CAIR says anti-Muslim complaints hit record highs nationwide
A San Diego mosque shooting sharpened a broader warning: CAIR says anti-Muslim complaints and California bias reports have both hit record highs.

Anti-Muslim fear in the United States is showing up in complaint logs, school communities and now in the aftermath of a deadly mosque attack in San Diego County. The Council on American-Islamic Relations said its civil-rights complaints remain at an all-time high, a signal that harassment and discrimination are not easing even as official hate-crime numbers continue to rise and fall into public debate.
CAIR’s latest civil-rights reporting said California offices received the highest number of anti-Muslim complaints, and its California data showed law-enforcement encounters climbing from 295 in 2023 to 506 in 2024, a 71.5% jump. Nationally, CAIR said it received 8,061 complaints in 2023, then 8,658 in 2024, another record. Pew Research Center added to that picture in April 2024, finding that 44% of Americans said Muslims face “a lot” of discrimination in the United States.

The gap between those experiences and what appears in government records is part of the concern. The FBI said law-enforcement agencies reported 11,679 hate-crime incidents involving 14,243 victims in 2024, and its system defines hate crimes as offenses motivated in whole or in part by bias against race, religion, disability, sexual orientation, ethnicity, gender or gender identity. Muslim advocates and researchers have long argued that many incidents never make it into those tallies, whether because victims do not report them, local agencies classify them differently or they are treated as lesser offenses until violence escalates.
That tension was brought into sharp relief on May 18, 2026, when CAIR condemned a shooting at the Islamic Center of San Diego and said its San Diego office was monitoring the scene. Local reports said the attack was being investigated as a hate crime and that three men were killed, along with two teenage suspects who were also dead. The mosque, in Clairemont Mesa East, is described as the largest in San Diego and includes a school, making the shooting a direct blow to a site where worship, classes and community life overlap.
For Muslim communities, the consequences extend beyond one night of violence. Security costs rise, parents reconsider routines, and everyday religious life becomes shaped by fear and precaution. With anti-Muslim complaints at record levels and a major mosque attack now under hate-crime scrutiny, the national question is not just how many incidents are being counted, but how much of the burden is still missing from the official record.
This article was produced by Prism’s automated news system from verified source data, official records, and press releases, then run through automated quality and moderation checks before publishing. The system is built and supervised by the people who set the standards it runs under. Read our full AI policy.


» Exercise instructions
Check every line of the data for the word "feet", and copy those that have it.

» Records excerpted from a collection
....

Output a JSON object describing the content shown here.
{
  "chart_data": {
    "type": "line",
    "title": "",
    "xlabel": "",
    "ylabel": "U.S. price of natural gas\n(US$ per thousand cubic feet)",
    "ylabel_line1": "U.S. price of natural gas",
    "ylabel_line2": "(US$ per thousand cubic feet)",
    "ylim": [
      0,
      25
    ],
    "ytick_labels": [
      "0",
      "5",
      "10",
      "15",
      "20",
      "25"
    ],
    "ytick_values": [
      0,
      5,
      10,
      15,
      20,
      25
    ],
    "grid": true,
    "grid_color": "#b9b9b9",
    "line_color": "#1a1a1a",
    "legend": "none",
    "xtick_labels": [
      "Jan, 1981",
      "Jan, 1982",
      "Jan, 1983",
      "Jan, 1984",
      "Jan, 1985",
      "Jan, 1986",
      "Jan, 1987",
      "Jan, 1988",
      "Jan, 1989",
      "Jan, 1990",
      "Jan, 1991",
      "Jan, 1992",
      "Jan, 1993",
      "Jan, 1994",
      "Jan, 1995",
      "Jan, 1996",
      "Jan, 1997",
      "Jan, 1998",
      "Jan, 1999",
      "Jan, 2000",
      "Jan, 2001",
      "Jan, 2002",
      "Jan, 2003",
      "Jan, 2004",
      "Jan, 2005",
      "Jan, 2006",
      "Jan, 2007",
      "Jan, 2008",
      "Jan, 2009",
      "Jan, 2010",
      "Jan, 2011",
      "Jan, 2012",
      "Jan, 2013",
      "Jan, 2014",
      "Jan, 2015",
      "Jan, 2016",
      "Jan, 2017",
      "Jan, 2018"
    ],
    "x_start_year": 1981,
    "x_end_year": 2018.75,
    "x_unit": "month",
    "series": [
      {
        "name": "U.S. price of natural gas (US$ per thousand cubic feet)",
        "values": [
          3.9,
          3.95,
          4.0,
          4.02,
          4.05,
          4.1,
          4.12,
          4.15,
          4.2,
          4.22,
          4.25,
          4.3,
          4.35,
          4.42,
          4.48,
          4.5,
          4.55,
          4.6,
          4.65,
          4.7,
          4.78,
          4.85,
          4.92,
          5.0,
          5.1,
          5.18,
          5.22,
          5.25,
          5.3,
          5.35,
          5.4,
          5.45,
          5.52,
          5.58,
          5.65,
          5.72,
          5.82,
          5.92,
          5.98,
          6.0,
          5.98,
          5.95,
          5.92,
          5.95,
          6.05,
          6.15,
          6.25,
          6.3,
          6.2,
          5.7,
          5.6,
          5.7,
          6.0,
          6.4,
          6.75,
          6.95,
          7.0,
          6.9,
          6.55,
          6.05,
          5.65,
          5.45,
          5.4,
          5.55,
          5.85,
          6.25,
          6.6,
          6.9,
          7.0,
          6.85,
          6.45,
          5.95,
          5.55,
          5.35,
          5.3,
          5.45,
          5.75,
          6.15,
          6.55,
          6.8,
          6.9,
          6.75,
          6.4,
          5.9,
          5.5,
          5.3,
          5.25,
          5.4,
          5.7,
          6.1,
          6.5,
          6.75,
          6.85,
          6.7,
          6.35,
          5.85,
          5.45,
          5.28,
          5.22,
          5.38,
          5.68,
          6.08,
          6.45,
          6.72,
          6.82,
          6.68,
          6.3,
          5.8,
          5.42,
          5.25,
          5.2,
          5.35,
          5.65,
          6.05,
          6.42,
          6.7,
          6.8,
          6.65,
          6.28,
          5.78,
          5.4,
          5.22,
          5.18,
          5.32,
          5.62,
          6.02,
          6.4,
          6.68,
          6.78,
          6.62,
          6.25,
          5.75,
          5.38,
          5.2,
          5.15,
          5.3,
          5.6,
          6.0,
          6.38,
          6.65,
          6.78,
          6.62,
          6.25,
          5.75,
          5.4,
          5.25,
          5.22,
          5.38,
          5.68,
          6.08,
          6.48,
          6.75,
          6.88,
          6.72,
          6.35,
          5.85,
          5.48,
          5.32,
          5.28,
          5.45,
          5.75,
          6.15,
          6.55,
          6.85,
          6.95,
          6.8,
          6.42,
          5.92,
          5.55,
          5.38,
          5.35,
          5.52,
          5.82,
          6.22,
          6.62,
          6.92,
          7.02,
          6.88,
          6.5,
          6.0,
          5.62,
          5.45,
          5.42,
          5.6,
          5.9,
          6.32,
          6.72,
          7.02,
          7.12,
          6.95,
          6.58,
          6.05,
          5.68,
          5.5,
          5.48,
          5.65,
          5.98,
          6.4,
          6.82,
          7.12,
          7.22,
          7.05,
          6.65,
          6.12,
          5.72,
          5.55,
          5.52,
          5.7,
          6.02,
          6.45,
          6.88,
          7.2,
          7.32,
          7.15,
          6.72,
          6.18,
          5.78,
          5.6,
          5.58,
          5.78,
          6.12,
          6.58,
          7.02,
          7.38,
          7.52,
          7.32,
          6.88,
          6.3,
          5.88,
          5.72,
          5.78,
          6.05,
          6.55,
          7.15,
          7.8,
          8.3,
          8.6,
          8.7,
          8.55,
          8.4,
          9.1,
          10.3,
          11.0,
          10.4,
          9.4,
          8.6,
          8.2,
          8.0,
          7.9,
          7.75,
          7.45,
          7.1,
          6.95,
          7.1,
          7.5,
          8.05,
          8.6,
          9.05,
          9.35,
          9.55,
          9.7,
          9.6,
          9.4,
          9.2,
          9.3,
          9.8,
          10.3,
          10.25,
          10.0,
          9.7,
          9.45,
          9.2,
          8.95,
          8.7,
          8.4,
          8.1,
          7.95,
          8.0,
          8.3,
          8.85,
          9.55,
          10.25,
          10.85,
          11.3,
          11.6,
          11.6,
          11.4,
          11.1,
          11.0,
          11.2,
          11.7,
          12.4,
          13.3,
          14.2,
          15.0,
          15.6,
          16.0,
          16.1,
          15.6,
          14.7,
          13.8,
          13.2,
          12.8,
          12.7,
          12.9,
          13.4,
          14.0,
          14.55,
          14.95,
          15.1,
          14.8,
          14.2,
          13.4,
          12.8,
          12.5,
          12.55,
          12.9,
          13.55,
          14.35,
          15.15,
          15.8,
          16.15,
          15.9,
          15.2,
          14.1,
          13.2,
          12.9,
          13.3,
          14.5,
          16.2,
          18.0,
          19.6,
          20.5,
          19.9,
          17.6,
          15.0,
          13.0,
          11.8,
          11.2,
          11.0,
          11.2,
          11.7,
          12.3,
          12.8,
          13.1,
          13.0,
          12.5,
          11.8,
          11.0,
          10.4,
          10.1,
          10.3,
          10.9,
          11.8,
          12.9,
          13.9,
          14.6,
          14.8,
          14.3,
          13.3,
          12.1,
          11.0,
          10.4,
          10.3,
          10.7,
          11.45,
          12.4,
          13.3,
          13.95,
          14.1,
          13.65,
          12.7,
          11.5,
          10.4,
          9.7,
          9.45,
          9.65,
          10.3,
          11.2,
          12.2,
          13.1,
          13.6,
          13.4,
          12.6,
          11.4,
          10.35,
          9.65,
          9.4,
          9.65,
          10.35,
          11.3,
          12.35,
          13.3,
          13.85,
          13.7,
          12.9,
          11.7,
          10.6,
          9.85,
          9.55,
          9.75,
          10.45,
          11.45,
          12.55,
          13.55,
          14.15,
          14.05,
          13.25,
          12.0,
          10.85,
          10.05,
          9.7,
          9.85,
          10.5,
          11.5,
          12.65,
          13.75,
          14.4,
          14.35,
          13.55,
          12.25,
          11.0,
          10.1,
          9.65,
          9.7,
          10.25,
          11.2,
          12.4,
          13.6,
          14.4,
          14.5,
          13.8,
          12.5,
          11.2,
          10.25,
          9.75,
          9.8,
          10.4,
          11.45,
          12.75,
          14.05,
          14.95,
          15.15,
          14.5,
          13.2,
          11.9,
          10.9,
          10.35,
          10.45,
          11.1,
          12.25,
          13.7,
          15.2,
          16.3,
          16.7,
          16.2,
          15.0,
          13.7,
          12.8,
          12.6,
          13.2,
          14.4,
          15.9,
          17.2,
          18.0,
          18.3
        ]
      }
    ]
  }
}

....

» Answer box
    "ylabel": "U.S. price of natural gas\n(US$ per thousand cubic feet)",
    "ylabel_line2": "(US$ per thousand cubic feet)",
        "name": "U.S. price of natural gas (US$ per thousand cubic feet)",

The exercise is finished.